UK spy chief calls for tech sector co-operation to combat “abuse of encryption”

The director of UK spy agency, GCHQ, has urged closer co-operation between governments and the tech sector to end what he dubbed the “abuse of encryption”, describing it as a “moral problem” which democratic societies must grapple with in order to strike a balance between security and privacy.

Giving a speech at MIT yesterday, Robert Hannigan called for the tech industry to help governments and security agencies find technical solutions to workaround encryption — although he claimed he is not advocating for backdoors to be mandated. Or for security systems to be deliberately weakened. But he was less clear on exactly what he is advocating.

“I am consciously avoiding offering solutions, because I don’t have them, and I think we will need to find them together,” he said. “I suspect those solutions will be diverse and fragile and dynamic in the future: they will not be 20th Century solutions.”

“The solution is not, of course, that encryption should be weakened, let alone banned. But neither is it true that nothing can be done without weakening encryption,” he added.  “I am not in favour of banning encryption. Nor am I asking for mandatory backdoors.”

Hannigan expressed frustration about the current — as he sees it — ‘all or nothing’ nature of the encryption debate, arguing that “almost every attempt to tackle the misuse of encryption by criminals and terrorists is seen as a ‘backdoor’”, adding: “It is an over-used metaphor, or at least mis-applied in many cases, and I think it illustrates the confusion of the ethical debate in what is a highly-charged and technically complex area.”

His comments come at a time when Apple is fighting a high profile legal battle with the FBI over the measures it should be legally required to take to assist in unlocking an iPhone that was used by one of the San Bernardino terrorists. That battle has since spilled over into Congress, with politicians grappling with just such questions of the balance between security obligations and constitutional freedoms.

On encryption Hannigan called for “some very practical cooperation with the industry”, although he did not get so specific as to detail what this practical cooperation would entail — although he dropped some leading hints as to the intelligence agency’s thinking, suggesting the preferred route might be to co-opt companies to help security agencies exploit weaknesses in their own encryption systems to afford access to spooks when a legal warrant is requiring it.

On this Hannigan invoked a historical example — referencing British mathematician Alan Turing’s work during world war II to crack the Nazi’s Enigma code, and noting that “the exploitation of a few key flaws in the otherwise brilliant design of the commercial Enigma machine” enabled that strongly encrypted code to be cracked.

So it doesn’t take the joining of too many dots to envisage the kind of co-operation GCHQ might be advocating for, vis-a-vis tech companies…

In recent times the British spy agency has found its activities under more public scrutiny than they might prefer, in the wake of NSA whistleblower Edward Snowden’s 2013 disclosures about government mass surveillance activity.

Hannigan did not reference Snowden but did refute accusations that UK spy agencies deploy mass surveillance techniques. “As UK court judgements over the past two years have confirmed, our bulk collection does not equal bulk surveillance. They are different things,” he claimed.

He also claimed that draft UK surveillance powers legislation which is currently being debated in parliament does not equate to an expansion of state powers — despite critics saying the very opposite and dubbing the bill a new ‘Snoopers’ Charter’.

In the post-Snowden era, GCHQ has been learning the do’s and don’ts of applying a little marketing gloss to its message. Last fall, for example, writing in the FT newspaper, Hannigan made a public appeal to US tech companies to co-operate in handing over user data — arguing that tech platform had “become the command-and-control networks of choice for terrorists and criminals”.

Yesterday’s message was evidently intended to be a little less accusatory, a little more conciliatory. “The comments caused a bigger stir than I expected,” he said, referencing his phrasing from the November article. “And were widely seen as an attack on the tech industry. In fact I wanted to start a debate in the UK about how democratic Governments and the tech sector could work together within a clear and sufficiently transparent legal framework.”

“Our worlds overlap, but they are not the same; my point this afternoon is that they do not need to collide,” he added.

You can read Hannigan’s speech in full here.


▶ [THE TASK]: With the images omitted, return all of the entries exactly as they stand.

---

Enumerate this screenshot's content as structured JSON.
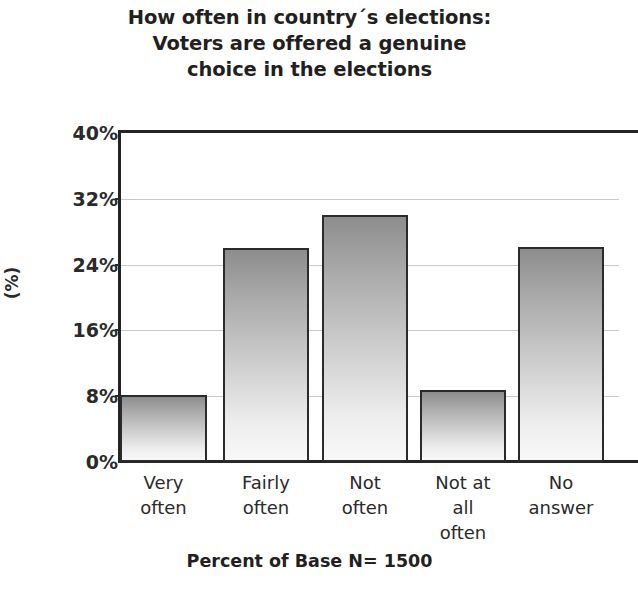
{
  "chart_data": {
    "type": "bar",
    "title": "How often in country´s elections: Voters are offered a genuine choice in the elections",
    "title_lines": [
      "How often in country´s elections:",
      "Voters are offered a genuine",
      "choice in the elections"
    ],
    "categories": [
      "Very often",
      "Fairly often",
      "Not often",
      "Not at all often",
      "No answer"
    ],
    "category_lines": [
      [
        "Very",
        "often"
      ],
      [
        "Fairly",
        "often"
      ],
      [
        "Not",
        "often"
      ],
      [
        "Not at",
        "all",
        "often"
      ],
      [
        "No",
        "answer"
      ]
    ],
    "values": [
      8.2,
      26.0,
      30.0,
      8.7,
      26.2
    ],
    "xlabel": "Percent of Base N= 1500",
    "ylabel": "(%)",
    "ylim": [
      0,
      40
    ],
    "yticks": [
      0,
      8,
      16,
      24,
      32,
      40
    ],
    "ytick_labels": [
      "0%",
      "8%",
      "16%",
      "24%",
      "32%",
      "40%"
    ],
    "grid": true,
    "legend": "none",
    "colors": {
      "bar_gradient_top": "#8d8d8d",
      "bar_gradient_bottom": "#f8f8f8",
      "bar_outline": "#2b2b2b",
      "axis": "#242424",
      "gridline": "#c9c9c9",
      "text": "#231f20",
      "background": "#ffffff"
    }
  },
  "footer": {
    "note": "Percent of Base N= 1500"
  }
}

---

▶ [TASK RESPONSE]:
Enumerate this screenshot's content as structured JSON.
{
  "chart_data": {
    "type": "bar",
    "title": "How often in country´s elections: Voters are offered a genuine choice in the elections",
    "title_lines": [
      "How often in country´s elections:",
      "Voters are offered a genuine",
      "choice in the elections"
    ],
    "categories": [
      "Very often",
      "Fairly often",
      "Not often",
      "Not at all often",
      "No answer"
    ],
    "category_lines": [
      [
        "Very",
        "often"
      ],
      [
        "Fairly",
        "often"
      ],
      [
        "Not",
        "often"
      ],
      [
        "Not at",
        "all",
        "often"
      ],
      [
        "No",
        "answer"
      ]
    ],
    "values": [
      8.2,
      26.0,
      30.0,
      8.7,
      26.2
    ],
    "xlabel": "Percent of Base N= 1500",
    "ylabel": "(%)",
    "ylim": [
      0,
      40
    ],
    "yticks": [
      0,
      8,
      16,
      24,
      32,
      40
    ],
    "ytick_labels": [
      "0%",
      "8%",
      "16%",
      "24%",
      "32%",
      "40%"
    ],
    "grid": true,
    "legend": "none",
    "colors": {
      "bar_gradient_top": "#8d8d8d",
      "bar_gradient_bottom": "#f8f8f8",
      "bar_outline": "#2b2b2b",
      "axis": "#242424",
      "gridline": "#c9c9c9",
      "text": "#231f20",
      "background": "#ffffff"
    }
  },
  "footer": {
    "note": "Percent of Base N= 1500"
  }
}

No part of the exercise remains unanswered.